Arika have been creating events since 2001. The Archive is space to share the documentation of our work, over 600 events from the past 20 years. Browse the archive by event, artists and collections, explore using theme pairs, or use the index for a comprehensive overview.
A performance bearing witness to a struggle built upon patience and collective action from the great multi-instrumentalist and member of the AACM.
Three intimate 45 minute sessions, reading your political questions – using Tarot, Palmistry, Reiki, Astrology, and Philosophy, and the invented methods of Fake and Political Therapy.
First in a series of workshops for workers and non-workers who care.
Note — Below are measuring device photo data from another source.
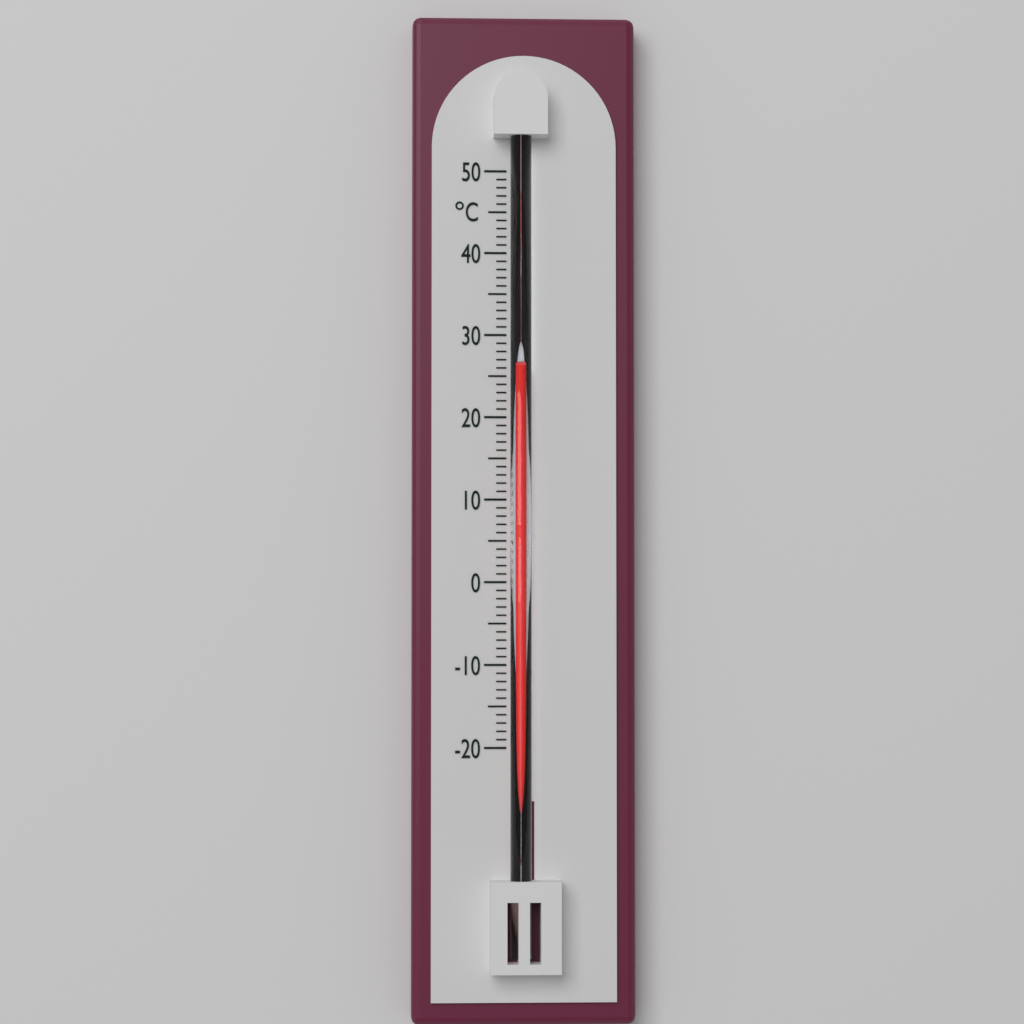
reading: 26 °C
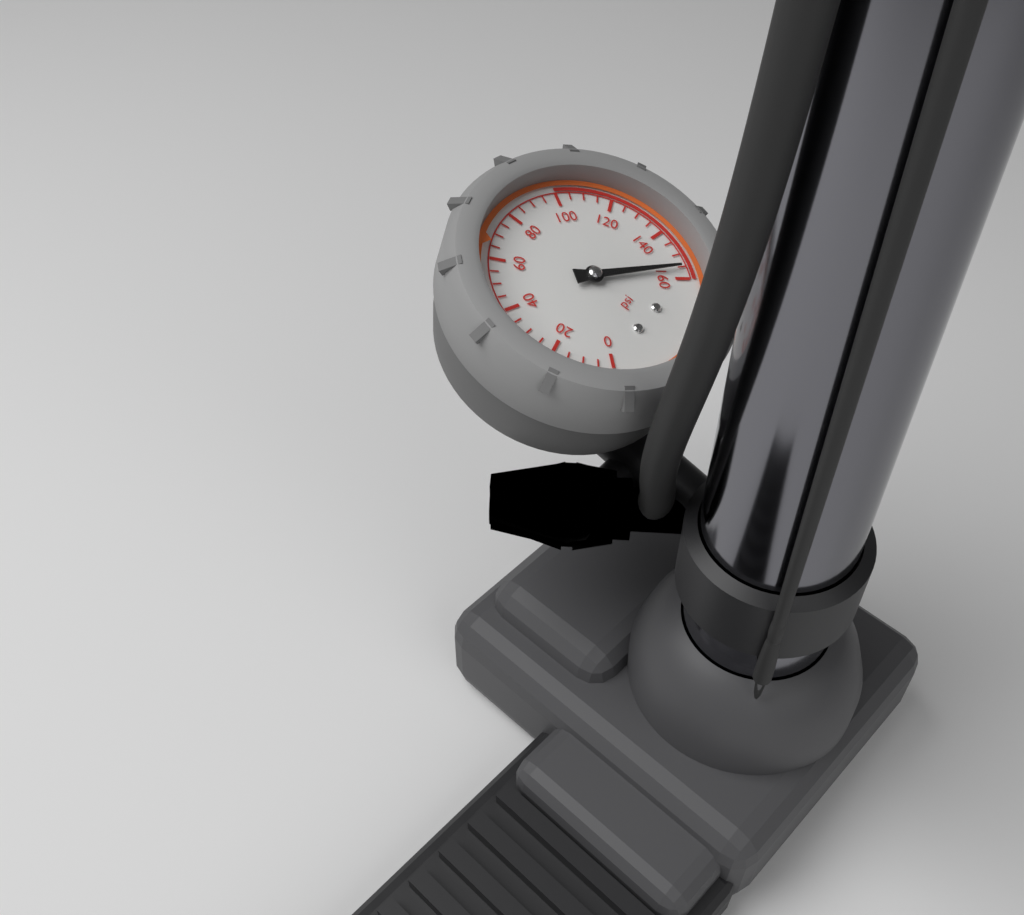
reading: 155 psi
Does work that asks us to be attentive to the needs of others force us to sell our capacity for kindness?
An contradictory guitarist, he’s equally at home in slow, halting acoustic improvisation or piercing minimal examinations of electric guitar.
Christian Bök‘s work spans thrillingly conceptual poetry to body-shaking vocal performances.
Ray and Thomas talking about how cognitive neuroscience is unlocking the physical basis of personal experience.
A 100 strong Feral Choir of people who’ve never improvised with their voices before, conducted by composer Phil Minton.
A bodiless treatise on narration, bored speakers, audience misbehaviour and police megaphones, but: is anybody listening?
Simple maths and stringent scored instructions move precise frequencies and clicks to create a dense, fluctuating environment of standing waves and physical sound.
Life and death dramas unfold in the snowy American North, using three-screen documentary footage and a soundtrack by KYTN favourite, vocalist Daniel Menche.
Discussion: If we approach “care as an event” rather than as a “contract of exchange” then what becomes possible in how we know, care for, and appreciate each other?
Beat poet Ira Cohen’s now infamous and wildly psychedelic film odyssey feeds one’s own seeing apparatus through beautifully warped and distorting mylar mirrors, resulting in a film dense and rich with visual arcana and poetry.